PdfFile2 = open('encryptedreverse.pdf', 'rb')
pdfReader2 = PyPDF2.PdfFileReader(PdfFile2)
print(pdfReader2.isEncrypted)
	
for word in liDict:
    if pdfReader2.decrypt(word) == 1:
        break
        print(word)
    elif pdfReader2.decrypt(word.lower()) == 1:
        break
        print(word)
	
I added input() to my code. Now after a couple of minutes of proccessing it ends but it doesn't print a password and it doesn't encrypt a pdf file. Still wondering why.


RE: Brute force password breaker - stullis - Jan-22-2019

A better way to slow it down and decrease memory usage is to use time.sleep(0.01).
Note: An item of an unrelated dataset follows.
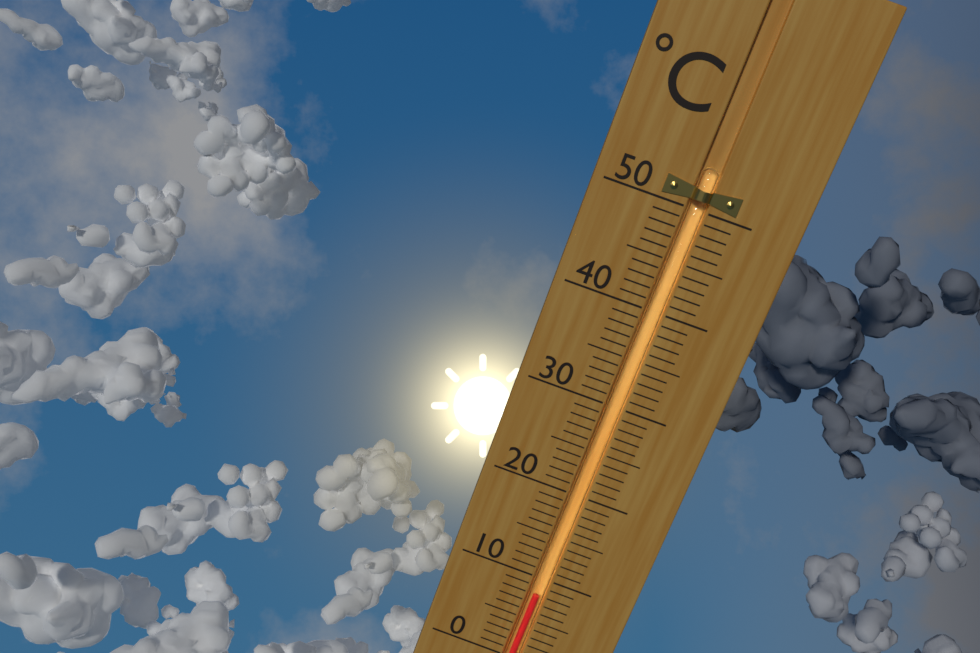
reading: 8 °C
That will halt execution for 0.01 seconds each iteration; it has a surprisingly significant impact.

In dictionary.txt, are the words separated by just spaces or are there commas as well?


RE: Brute force password breaker - Truman - Jan-23-2019

One line one word.

But this is actually the solution:
for word in liDict:
    if pdfReader2.decrypt(word) == 1:
        print('The correct PWD as upper case: ' + word)
        break
    elif pdfReader2.decrypt(word.lower()) == 1:
        print('The correct PWD as lower case: ' + word)
        break
My mistake was that I put print statement after break.